How well a person’s brain functions—and how it was operating during a specific timeframe, is a question often raised in the legal system. What was the defendant’s mental state at the time of a criminal act? Does a brain abnormality suggest diminished responsibility? Civil litigants may argue about a person’s competence when it comes to entering into contracts, how much psychological trauma they are experiencing or whether their mental state makes them eligible to receive benefits.
Owen D. Jones, the New York Alumni Chancellor's Chair in Law and professor of biological sciences at Vanderbilt University, will discuss how neuroscience and behavior interconnects with law at Georgia State University College of Law’s 60th Henry J. Miller Distinguished Lecture Series held in the Marjorie & Ralph Knowles Conference Center at 5:30 p.m. Tuesday, Oct. 10.
The Henry J. Miller Distinguished Lecture Series is supported by the Charles Loridans Foundation Inc. and named for Henry J. Miller, a partner in the law firm of Alston & Bird for more than 50 years. It is an invitation-only event.

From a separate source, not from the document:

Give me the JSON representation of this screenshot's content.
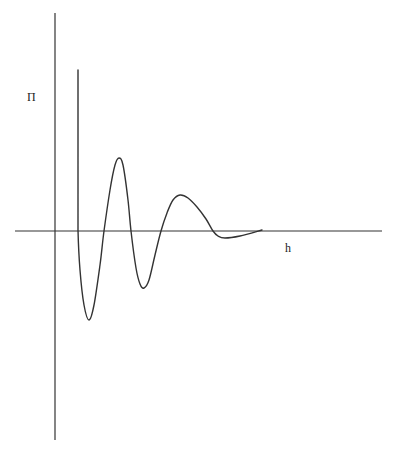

Jones, founder and director of the national MacArthur Foundation Research Network on Law and Neuroscience, uses methods from brain-imaging (fMRI), evolutionary biology, and behavioral economics to learn more about how the brain's operations affect behaviors relevant to law.
“My scholarship generally aims to help bridge the behavioral sciences on which legal thinkers inevitably depend, when trying to understand, guide, change or regulate human behavior,” he said. “New techniques in neuroscience, such as brain scanning, are enabling discoveries about the brain activities that correlate with decision-making and behavior. What are, and aren’t, the proper implications for law?”
Law is often a tool for society to change, channel, judge or punish human behavior, Jones said. Judges, policymakers, attorneys, and law students often must grapple with legal issues involving memory, brain injury, pain, emotions, addiction, dementia, brain death, violence, responsibility, psychoses, behaviors of adolescents and of the elderly, Jones said.
As neuroscientific evidence is increasingly being presented in the courtroom, Jones and the Research Network aims to help those in the legal field gain an understanding so that such evidence may be properly evaluated and aid, rather than hinder, the administration of justice.
“The better we can understand how brains work — how and why people behave as they do, and how legal interventions might best inspire constructive changes in future behavior — the better we can help law do its job,” he said.
Jones has published more than 50 scholarly articles, book chapters, and essays in such legal venues as the Columbia, Chicago, California, NYU, Northwestern, Cornell, Vanderbilt, and Michigan law reviews, and in such leading scientific journals as Neuron, Nature Neuroscience, the Journal of Neuroscience, Current Biology, Evolution and Human Behavior, and the Proceedings of the National Academy of Sciences. He also co-wrote Law and Neuroscience.
Before joining the legal academy, Jones was a law clerk for Judge Thomas Penfield Jackson of the U.S. District Court for the District of Columbia and practiced law with Covington & Burling. In 2015, he was elected a Fellow of the American Association for the Advancement of Science (AAAS).
Having an interdisciplinary approach to complicated legal issues is important, Jones said. In his lecture, he will share results of experiments co-designed by neuroscientists, judges and legal scholars that provide insight and new frameworks for thinking about such issues.
“Legal problems, just like world problems, do not arrive at a university neatly packaged and addressed only to one department or another,” Jones said. “Reality is too complex, and the challenges are too important, to think that any one discipline can fully understand, let alone solve, complex problems involving human perceptions, reactions and behaviors.”